Poetry

2582 Words6 Pages

What we write about when we write about poetry. ( Antioch Review )
Let us begin by recognizing that one comes to a poem--or ought to come- -in openness and expectancy and acceptance. For a poem is an adventure, for both the poet and the reader: a venture into the as yet-unseen, the as-yet unexperienced. At the heart of it is the notknowing. It is search. It is discovery. It is existence entered. "You are lost the instant you know what the result will be," says the painter Juan Gris, speaking or and to painters. But what he is speaking of is true of art in general, is as appropriate to poetry as to painting. What he is reminding us of is the need to remain open to discovery, to largess--the need to give over our desire to define, to interpret, to reduce, to translate, We need to remind ourselves, in short, that in a poem we find the world happening not as concept but as percept. It is the world happening. The world becoming. The world allowed to be--itself. Another way of putting the same thing, this time from the per-spective of thinking (the perspective of the mind in its engagement of the world), would be to say that the poem is an enactment of thinking itself: the mind in motion. Not merely a collection of thoughts, but rather the act of thought itself, the mind in action. The poem is not trying to be about something, it is trying to be something. It is trying to incorporate, to realize. Not ideas about the thing, writes Wallace Stevens, but the thing itself. As Denise Levertov has said, "The substance, the means, of an art, is am incarnation--not reference but phenomenon."

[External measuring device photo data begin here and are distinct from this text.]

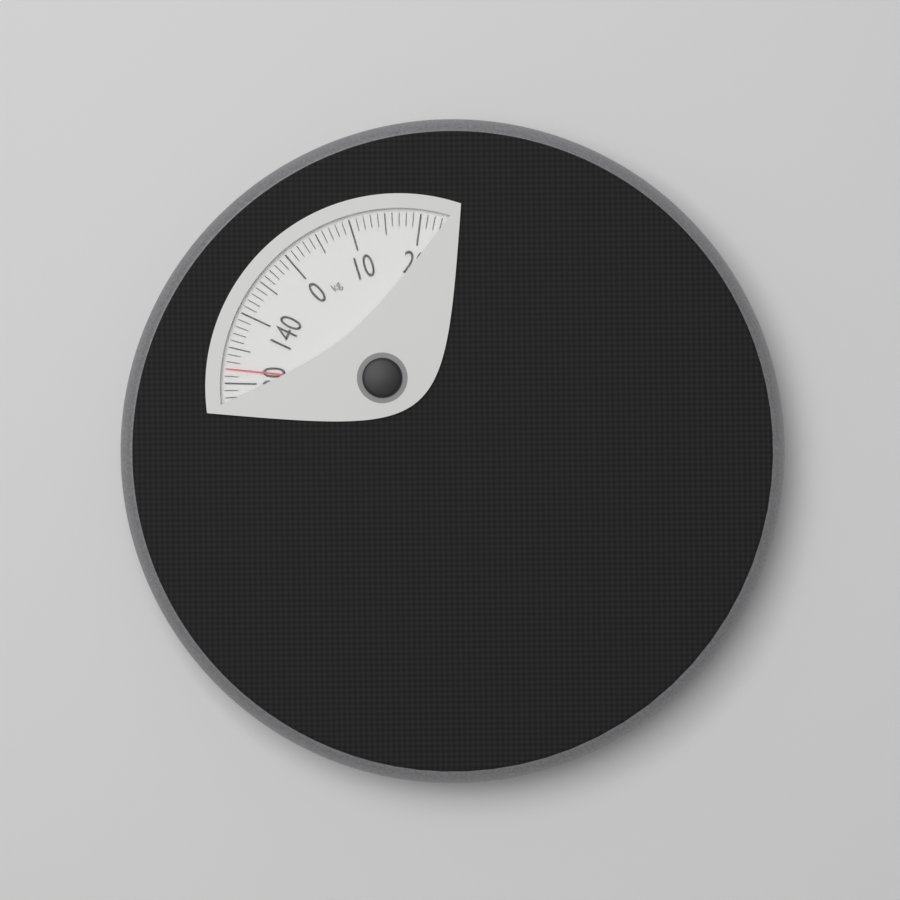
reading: 132 kg
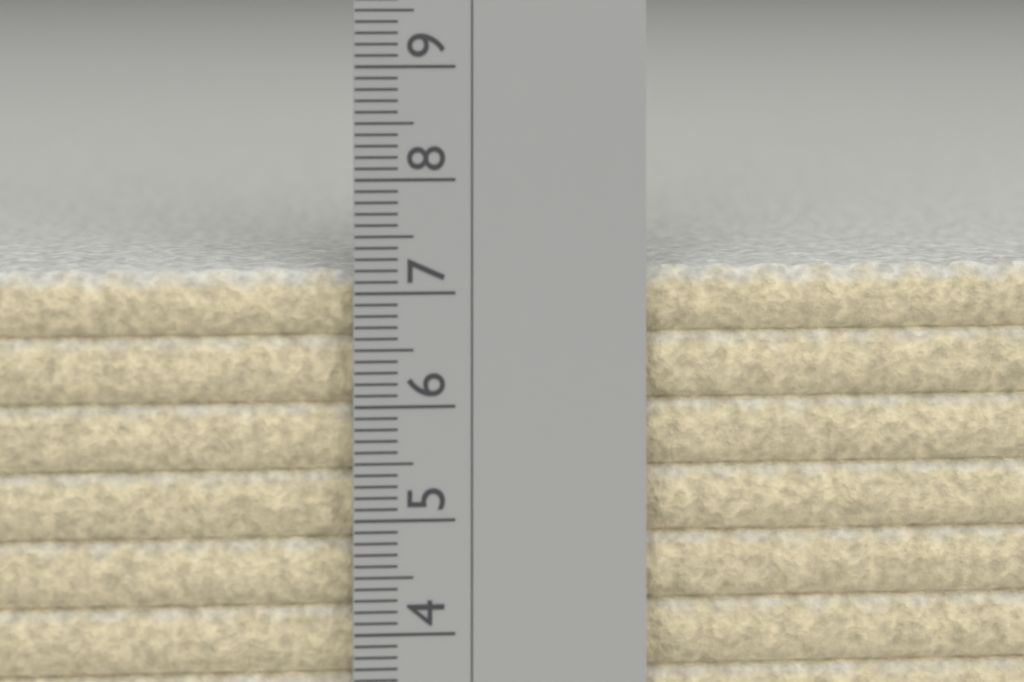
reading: 7.2 cm
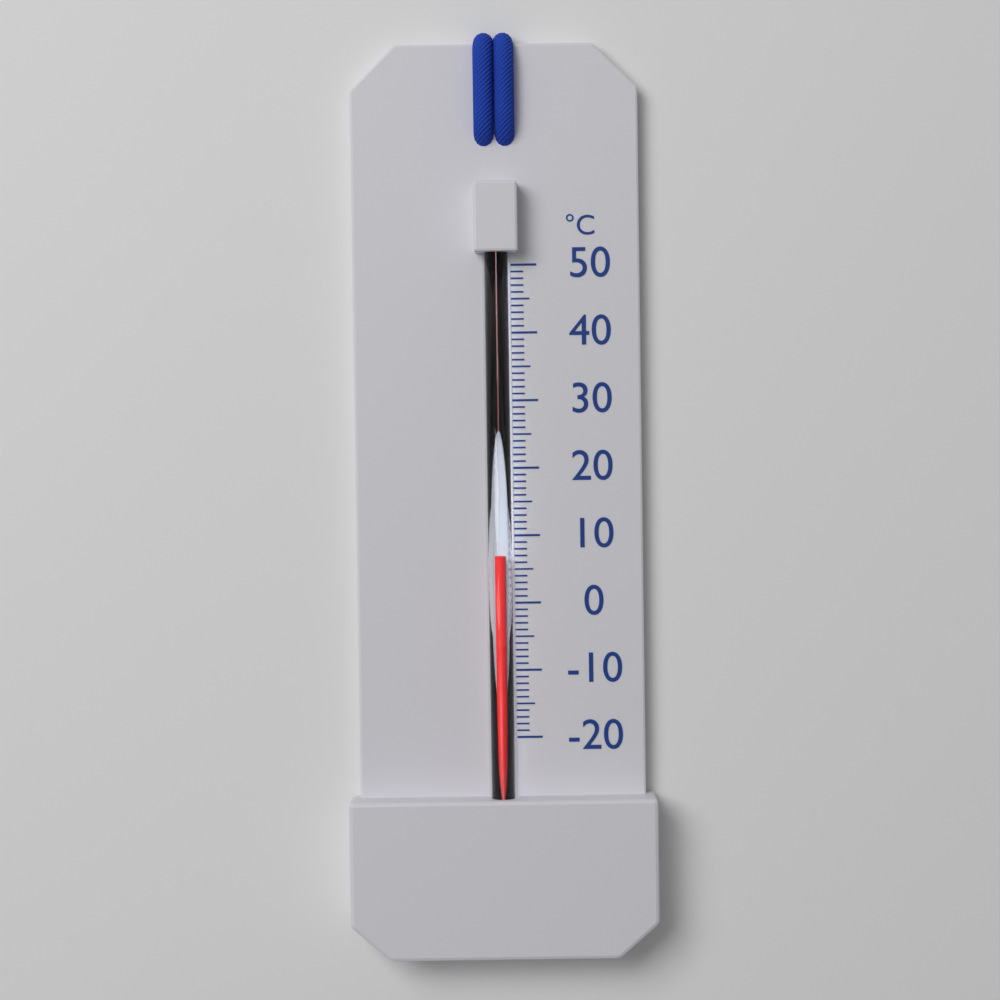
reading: 7 °C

This is of course what gives to poetry, to good poetry, a feeling of aliveness. Touch its body--the body of this particular "thinking" --and you will feel it pulse with hidden life. Which in a sense is much the same as saying that it will pulse with mystery. For what is more mysterious than the fact of life? I mean life actually encountered, its own self-sustaining presence. What greater difference than that between a living being and the corpse of that being, the life gone out of it? One moment it is a living presence of mystery. The next, it is something completely other, something best defined by absence, by what is not there.